Why not press our military advantage now, with the
regime’s capabilities still degraded from last year’s conflict with the U.S.
and Israel?
“Why now?” is also hard because it’s anachronistic, a
relic of pre-monarchy America. To ask the question is to demand that the White
House prove that the threat truly was imminent and therefore that war was the
only alternative. It’s a plea for accountability—except that our president doesn’t
believe in accountability. From his perspective, I expect, all we the
people need to know is that we put him in charge of the military and he decided
he wanted to attack Iran.
Kings don’t owe their subjects an explanation.
The problem for him and his team is that the United
States isn’t yet so comfortable with autocracy that “because I wanted to” will
suffice as an answer to “Why now?” It might by 2028, but in 2026 we’re still in
the process of transitioning
from a first-world country to a third-world one. So when the question came
up at yesterday’s Rubio press conference, the secretary needed a response
ready. And he had one.
Why now? Because of Israel, he said.
Israel first?
“We knew that there was going to be an Israeli action,”
Rubio explained in remarks promoted
by the White House. “We knew that that would precipitate an attack against
American forces. And we knew that if we didn’t preemptively go after [Iran]
before they launched those attacks, we would suffer higher casualties.”
House Speaker Mike Johnson echoed the point after being
briefed on the war. “Israel was determined to act in their own defense here,
with or without American support,” in order to counter an existential threat
from Iran, he said. “If Israel fired upon Iran and took action against
Iran to take out the missiles, then [Iran] would have immediately retaliated
against U.S. personnel and assets.”
White House press secretary Karoline Leavitt also joined the chorus: “The United States
understood that Israel was going to strike Iran, and when they did, Iran would
attack the United States. President Trump was not going to sit back and watch
the evil Iranian regime prepare to attack Americans. If he had, and Americans
were killed, the media would be criticizing him for his carelessness and
unwillingness to attack.”
The New York Times chimed in too with a long
tick-tock of how the war came together. Israeli Prime Minister Benjamin
Netanyahu “had been pushing Mr. Trump for months on the need to hit what he
argued was a weakened regime,” the paper reported. Netanyahu was apparently
alarmed by the White House’s last-ditch negotiations with Tehran to avert a
conflict and “wanted to make sure that the new diplomatic effort did not
undermine the plans” for a joint military campaign.

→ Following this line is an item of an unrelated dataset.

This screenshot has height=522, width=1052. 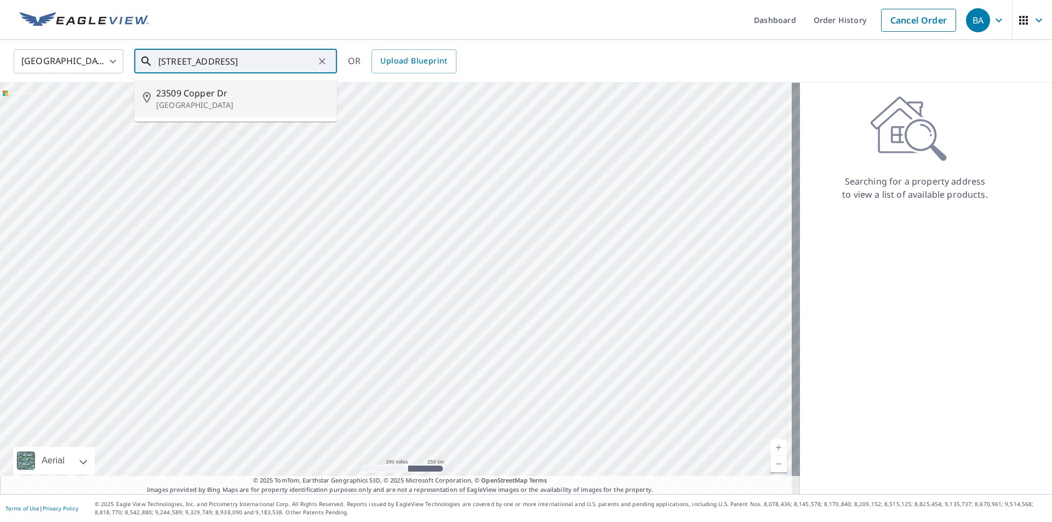 What do you see at coordinates (918, 20) in the screenshot?
I see `a: Cancel Order` at bounding box center [918, 20].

Buried deep in the story was this line about a meeting
Trump had with “America First” demagogue and neo-Nazi-platformer
Tucker Carlson: “The president said he understood the risks of an attack, but
he conveyed to Mr. Carlson that he had no choice but to join a strike that
Israel would launch.”
No choice?
Even allowing for the likelihood that Carlson himself was
the Times’ source for that detail and is mischaracterizing what Trump
said to serve his own anti-Israel agenda, the White House is obviously engaged
in a coordinated effort to treat the Jewish state as the motive force in the
war—at least with respect to the timing and arguably more than that.
After all, if there was any chance of talks between the U.S. and Iran bearing
fruit and resolving this dispute peacefully (which one White House official now
insists
there wasn’t, of course) then Israel’s decision to attack triggered a
conflict that might have been averted.
Right-wing postliberals are taking the news exactly as well as you might expect.
“So he's flat out telling us that we're in a war with
Iran because Israel forced our hand,” Daily Wire blowhard Matt
Walsh observed of Rubio’s comments. “This is basically the worst possible
thing he could have said.” News anchor turned podcast chud Megyn Kelly complained that U.S. service members killed in
the war haven’t died for their country but “for Iran or for Israel.” Carlson,
eager to cut to the chase, bluntly described the conflict as “Israel’s
war.”
It wasn’t just luminaries of the populist right who
smelled blood, though. Numerous congressional Democrats also seized on Rubio’s
comments to complain about Israel’s role in America’s newest conflict.
“Our foreign policy is not determined by what some other
nation does. It should be determined by our own national interest,” Sen. Tim
Kaine declared. Sen. Ruben Gallego condemned the current campaign by recalling
Netanyahu’s enthusiasm for the invasion of Iraq, alleging that the Bush
administration had also gone to war “on somebody else's word.” Sen. Brian
Schatz wondered why the prime minister of Israel was addressing Americans
about the war on Sean Hannity’s show instead of the president of the United
States.
Starkest of all was Sen. Mark Warner, who’s no
Hamas-headband-wearing progressive. “There was no imminent threat to the United
States by the Iranians,” he told reporters, apparently accurately. “There was a threat to Israel. If we
equate a threat to Israel as the equivalent of an imminent threat to the United
States then we are in uncharted territory.” In an interview afterward, he denounced
“outsourcing our foreign policy decisions to another government.”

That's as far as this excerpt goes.